'Darkest Hour': Gary Oldman and Joe Wright on how to apply Churchill to today's politics

Gary Oldman holds court as Winston Churchill in “Darkest Hour.” (Photo: Jack English/Focus Features/Courtesy Everett Collection)
Gary Oldman holds court as Winston Churchill in “Darkest Hour.” (Photo: Jack English/Focus Features/Courtesy Everett Collection)

Ever since the World War II drama Darkest Hour premiered on the festival circuit this fall, it’s been taken for granted that the Best Actor Oscar will almost certainly go to Gary Oldman for his immersive portrayal of Winston Churchill. As the veteran actor tells Yahoo Entertainment, though, it’s a role he spent years avoiding. “The ghosts of all the people who have played him before are very much there,” Oldman remarked. “I just thought, ‘What could I bring? What could I add?'”

He found that elusive aspect to Churchill’s larger-than-life persona in Anthony McCarten’s script for Darkest Hour, which narrows the focus specifically to those tense few weeks after Churchill inherited 10 Downing Street from Prime Minister Neville Chamberlin and faced the monumental choice of whether to make peace with Adolf Hitler’s ascendant Nazi regime or remain in the fight. “That was the story I thought was worth telling,” Oldman says now. “A lot of people don’t realize how close we came to some kind of living arrangement with Hitler. The Winston I saw in newsreel footage was someone on a mission to single-handedly eradicate fascism. It was that funny, cheeky, and energized Churchill that I thought I could offer up.”

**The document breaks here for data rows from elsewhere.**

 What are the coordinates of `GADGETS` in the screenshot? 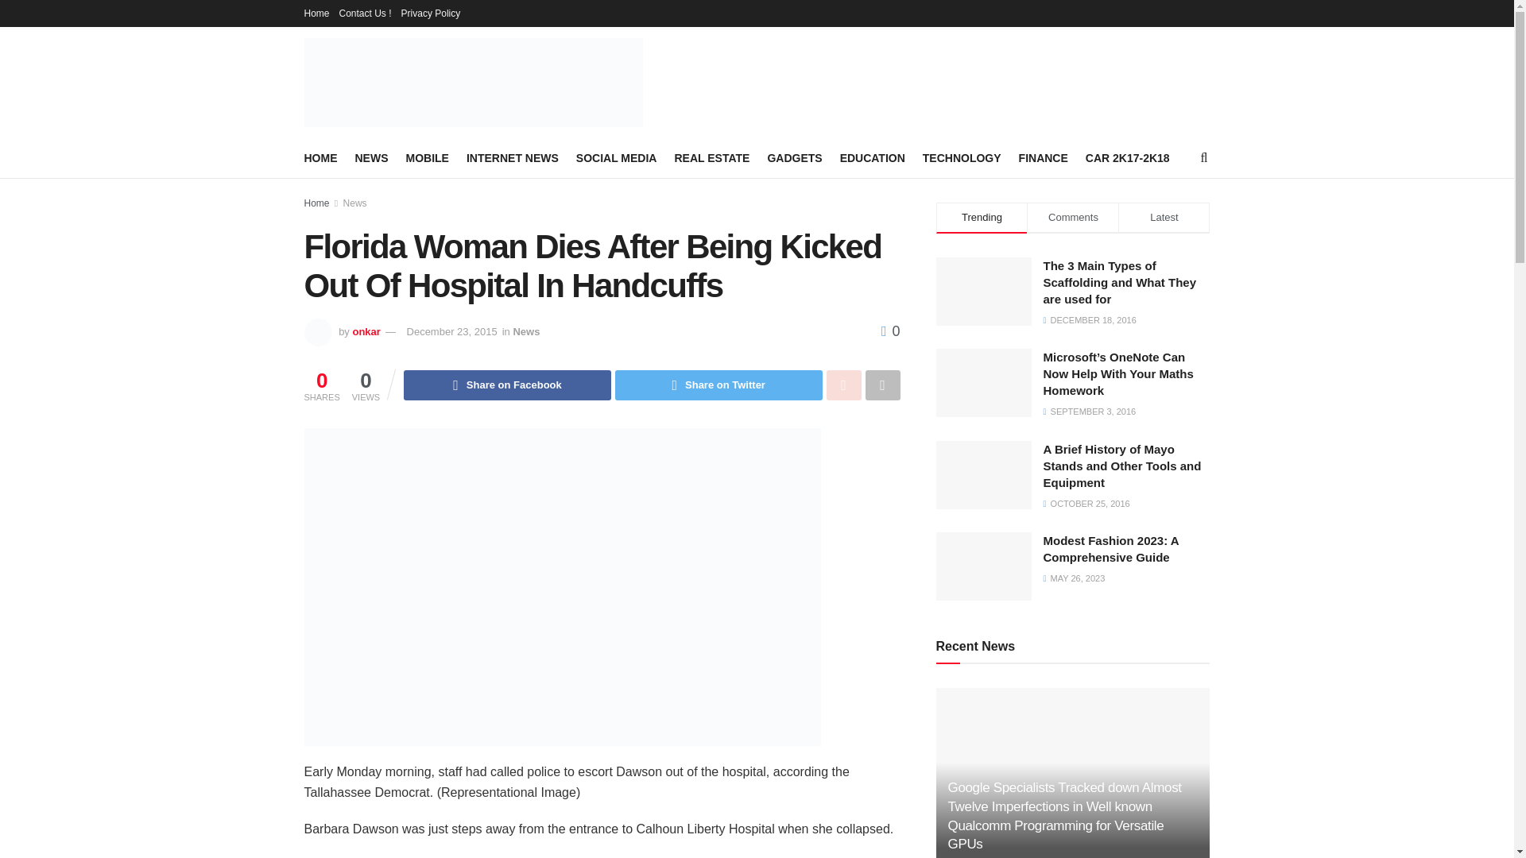 It's located at (795, 157).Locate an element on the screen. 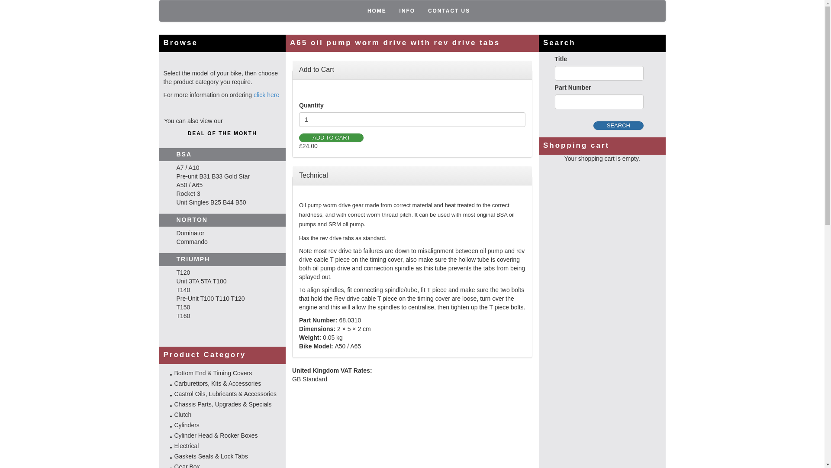 The width and height of the screenshot is (831, 468). 1 is located at coordinates (412, 119).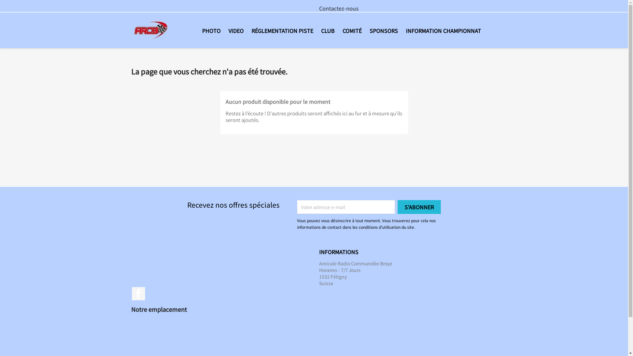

At its heart, Darkest Hour is a portrait of leadership released at a time when the specific qualities that make a great leader are being hotly debated around the world, particularly in England and America. Still, director Joe Wright cautions against the film being viewed as a critique of any one person, be it Theresa May or Donald Trump. “I’ve tried not to get personal with the politics,” he says in a separate interview. “There’s a temptation while developing the screenplay to engage with certain issues, including Brexit and the American elections. Yet I don’t believe it’s the place of the storyteller to tell people how to think or how to vote. My job is to present scenarios that, hopefully, ask questions and let the audience come up with the answers themselves.”

Gary Oldman and Joe Wright at the <em>Darkest Hour</em> premiere in New York. (Photo: Photo By: Jason Smith/Everett Collection)
Gary Oldman and Joe Wright at the Darkest Hour premiere in New York. (Photo: Photo By: Jason Smith/Everett Collection)

Asked what made Churchill the right leader for his particular place and time, both Oldman and Wright point to his facility with language, as well as a fierce resolve. “There’s a joke that the British always tell, ‘If it wasn’t for Churchill, we’d all be speaking German,'” Oldman says. “There really is some truth to that: If we had capitulated, the swastika flag would have flown. Hitler would have had an army and a fleet matched by no one else on the planet. Churchill was very honest with the public. If you listen to his speech in the House of Commons, he talks about there being months of suffering. He’s not talking about food rationing; he’s talking about real, dire, human suffering.”

Wright indicates that he’d like to see some of that tenacity and honesty from the leaders who are hoping to provide resistance to the forces of bigotry and hatred now infecting politics around the world. “Churchill, for me, is an icon of that resistance. What’s interesting is that politicians from both sides of the chamber can claim him. I did a Q&A in Washington, D.C., recently with two congressmen — one Republican and one Democrat. Both of them claimed Churchill, and I think that’s a really interesting and exciting response.”

At the same time, both the director and his leading man acknowledge that their subject’s specific leadership skill set didn’t translate in all eras. Wright points to Churchill’s less-than-enlightened early views on women’s suffrage as well as India’s push for independence, and Oldman suggests that his “Victorian” outlook made him a man out of time in the post-World War II period. “If there’s any wartime leader I’d compare him to, it would be Lincoln,” he says. “But then we don’t know what Lincoln would have been like as a peacetime president because history decided that. We do know with Churchill: In the same way that Chamberlin was not the right man for war, Britain wanted a change [during peacetime]. As they say, ‘When the hour came, came the man.'”

Darkest Hour is now playing in limited release, and will expand to more theaters this weekend.